‘Gentlemen Prefer Blondes’ Is Playing at the Paris, Offering New Yorkers Close-Ups of Marilyn Monroe and Jane Russell at Their Best
‘Gentlemen Prefer Blondes’ is a splendid confection, being the rare film that has, over the years, gained in dazzlement.

An uncredited scribe in the June 23, 1953, issue of Newsweek described Howard Hawks’s “Gentlemen Prefer Blondes” (1953) as an essay in “erotic anthropology”: “Hollywood’s censors require that bumps be bumped rearward … and that grinds be ground sidewise instead of in rotary form.”
This writer was discussing the picture’s two stars, Jane Russell and Marilyn Monroe, but what about a musical number written by Hoagy Carmichael and Harold Adamson, “Ain’t There Anyone Here For Love?”
In it, Russell enumerates a clever string of double entendres, to wit: “I’m not in condition to wrestle/I’ve never trained in a gym/Show me a man who can nestle/And I’ll pin a meddle on him.” All the while she shimmies her generous curves “sidewise” through a gymnasium populated by a bevy of fit young men wearing flesh-colored bathing trunks.
The joke here — or, rather, one of the jokes — is that a cadre of hunky young guys can’t be distracted from their calisthenics by the admiring entreaties of a gorgeous woman. That Russell was among the reigning sex symbols of the time added its own obvious irony, but so too did the choreography of Jack Cole. Hawks had never directed a musical and gave Cole the leeway to do as he saw fit with his charges, not least spinning Russell’s feminine charms within a homoerotic subtext.

Cole’s subtext has long since become overt, and it’s worth asking how much Hawks’s picture shifted emphasis from the 1925 book of the same name by Anita Loos, not to mention the subsequent Broadway adaptation that Loos wrote in conjunction with Joseph Fields. Just how old-hat were the trappings for the story of two showgirls eager to meet the men of their dreams in 1953? Old enough, maybe, to convince the higher-ups at 20th Century Fox to add oomph with some s-e-x.
New Yorkers can get acquainted with Dorothy Shaw and Lorelei Lee at the Paris Theater, which is hosting “Gentlemen Prefer Blondes” as part of an ongoing series of films titled “The Wonders of Technicolor.” Mounted in conjunction with an exhibition at the Academy Museum of Motion Pictures at Los Angeles, “Color in Motion: Chromatic Explorations in Cinema,” the Paris’s program is also something of a follow-up to a recent Museum of Modern Art program, “Eye Candy: The Coming of Color.” If the latter tended toward misty tonalities, this one favors the super-saturated.
“Gentlemen Prefer Blondes” is a splendid confection, being the rare film that has, over the years, gained in dazzlement. As has been pointed out by many an admirer, the story of “two little girls from Little Rock” — one a gold-digger and the other having a heart of gold — is less backward than the mores of the time would seem to have allowed. Lorelei (Monroe) and Dorothy (Russell) know full well that they live in a man’s world and see fit to tweak and flout its rules. Our heroines are wise to life’s capriciousness — a fact that Monroe and Russell play up with an irresistible mixture of extravagance and grit.
Lorelei Lee was the role that made Monroe a star and she’s at her most assured here, elaborating on a ditsy sex appeal with a canniness that would have made Machiavelli call it a day. Monroe’s take on “Diamonds Are A Girl’s Best Friend” has achieved a cultural reach that was undreamed of by either its performer or choreographer. As such, Russell is, I think, unfairly overshadowed: Her performance is on game and resolute in its timing.
Both actresses thrill as Hawks provides the momentum, screenwriter Charles Lederer the drollery, and costume designer William Travilla the resplendence. “Gentlemen Prefer Blondes” will be a find for the benighted and an affirmation of delight for those who revisit it.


### How to complete this task
The entries that follow need to be returned without any alteration.

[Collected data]
::::
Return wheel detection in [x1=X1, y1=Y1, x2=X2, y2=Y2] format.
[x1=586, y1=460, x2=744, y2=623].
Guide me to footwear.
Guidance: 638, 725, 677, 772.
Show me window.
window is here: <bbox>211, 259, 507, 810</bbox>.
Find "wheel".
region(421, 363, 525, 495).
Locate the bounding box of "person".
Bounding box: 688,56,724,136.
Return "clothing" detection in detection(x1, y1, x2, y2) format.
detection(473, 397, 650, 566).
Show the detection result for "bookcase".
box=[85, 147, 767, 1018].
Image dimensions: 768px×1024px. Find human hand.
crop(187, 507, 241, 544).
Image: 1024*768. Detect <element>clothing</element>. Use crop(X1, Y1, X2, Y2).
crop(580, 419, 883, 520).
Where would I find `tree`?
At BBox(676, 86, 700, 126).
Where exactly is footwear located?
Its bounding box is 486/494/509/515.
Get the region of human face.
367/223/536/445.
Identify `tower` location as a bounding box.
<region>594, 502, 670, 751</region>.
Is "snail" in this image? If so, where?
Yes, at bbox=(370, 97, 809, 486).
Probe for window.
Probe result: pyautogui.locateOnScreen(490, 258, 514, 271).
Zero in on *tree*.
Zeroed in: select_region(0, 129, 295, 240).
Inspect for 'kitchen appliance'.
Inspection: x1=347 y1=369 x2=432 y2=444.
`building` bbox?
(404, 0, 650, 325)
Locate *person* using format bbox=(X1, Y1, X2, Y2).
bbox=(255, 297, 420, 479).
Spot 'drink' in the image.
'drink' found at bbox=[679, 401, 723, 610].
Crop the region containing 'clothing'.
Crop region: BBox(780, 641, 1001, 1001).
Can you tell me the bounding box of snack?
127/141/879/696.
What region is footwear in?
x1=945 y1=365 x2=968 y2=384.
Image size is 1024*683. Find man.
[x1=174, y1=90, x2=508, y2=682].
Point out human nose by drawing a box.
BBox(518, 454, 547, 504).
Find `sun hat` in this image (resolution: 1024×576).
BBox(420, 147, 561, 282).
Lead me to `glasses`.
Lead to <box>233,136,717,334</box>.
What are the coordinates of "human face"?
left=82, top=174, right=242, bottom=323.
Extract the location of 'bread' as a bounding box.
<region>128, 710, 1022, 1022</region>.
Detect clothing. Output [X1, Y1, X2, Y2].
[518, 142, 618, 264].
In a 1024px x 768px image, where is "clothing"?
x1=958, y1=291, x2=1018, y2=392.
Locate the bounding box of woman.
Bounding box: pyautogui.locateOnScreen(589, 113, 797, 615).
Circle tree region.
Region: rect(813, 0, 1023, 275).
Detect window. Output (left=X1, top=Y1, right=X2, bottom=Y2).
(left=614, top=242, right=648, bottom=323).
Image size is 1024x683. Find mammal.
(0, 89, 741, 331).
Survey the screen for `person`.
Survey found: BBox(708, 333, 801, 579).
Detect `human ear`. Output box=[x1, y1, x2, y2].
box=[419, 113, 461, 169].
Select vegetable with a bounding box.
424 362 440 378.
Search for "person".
::::
### Answer space
Return wheel detection in [x1=X1, y1=Y1, x2=X2, y2=Y2] format.
[x1=586, y1=460, x2=744, y2=623].
Guide me to footwear.
Guidance: 638, 725, 677, 772.
Show me window.
window is here: <bbox>211, 259, 507, 810</bbox>.
Find "wheel".
region(421, 363, 525, 495).
Locate the bounding box of "person".
Bounding box: 688,56,724,136.
Return "clothing" detection in detection(x1, y1, x2, y2) format.
detection(473, 397, 650, 566).
Show the detection result for "bookcase".
box=[85, 147, 767, 1018].
Image dimensions: 768px×1024px. Find human hand.
crop(187, 507, 241, 544).
Image: 1024*768. Detect <element>clothing</element>. Use crop(X1, Y1, X2, Y2).
crop(580, 419, 883, 520).
Where would I find `tree`?
At BBox(676, 86, 700, 126).
Where exactly is footwear located?
Its bounding box is 486/494/509/515.
Get the region of human face.
367/223/536/445.
Identify `tower` location as a bounding box.
<region>594, 502, 670, 751</region>.
Is "snail" in this image? If so, where?
Yes, at bbox=(370, 97, 809, 486).
Probe for window.
Probe result: pyautogui.locateOnScreen(490, 258, 514, 271).
Zero in on *tree*.
Zeroed in: select_region(0, 129, 295, 240).
Inspect for 'kitchen appliance'.
Inspection: x1=347 y1=369 x2=432 y2=444.
`building` bbox?
(404, 0, 650, 325)
Locate *person* using format bbox=(X1, Y1, X2, Y2).
bbox=(255, 297, 420, 479).
Spot 'drink' in the image.
'drink' found at bbox=[679, 401, 723, 610].
Crop the region containing 'clothing'.
Crop region: BBox(780, 641, 1001, 1001).
Can you tell me the bounding box of snack?
127/141/879/696.
What region is footwear in?
x1=945 y1=365 x2=968 y2=384.
Image size is 1024*683. Find man.
[x1=174, y1=90, x2=508, y2=682].
Point out human nose by drawing a box.
BBox(518, 454, 547, 504).
Find `sun hat` in this image (resolution: 1024×576).
BBox(420, 147, 561, 282).
Lead me to `glasses`.
Lead to <box>233,136,717,334</box>.
What are the coordinates of "human face"?
left=82, top=174, right=242, bottom=323.
Extract the location of 'bread' as a bounding box.
<region>128, 710, 1022, 1022</region>.
Detect clothing. Output [X1, Y1, X2, Y2].
[518, 142, 618, 264].
In a 1024px x 768px image, where is "clothing"?
x1=958, y1=291, x2=1018, y2=392.
Locate the bounding box of woman.
Bounding box: pyautogui.locateOnScreen(589, 113, 797, 615).
Circle tree region.
Region: rect(813, 0, 1023, 275).
Detect window. Output (left=X1, top=Y1, right=X2, bottom=Y2).
(left=614, top=242, right=648, bottom=323).
Image size is 1024x683. Find mammal.
(0, 89, 741, 331).
Survey the screen for `person`.
Survey found: BBox(708, 333, 801, 579).
Detect `human ear`. Output box=[x1, y1, x2, y2].
box=[419, 113, 461, 169].
Select vegetable with a bounding box.
424 362 440 378.
Search for "person".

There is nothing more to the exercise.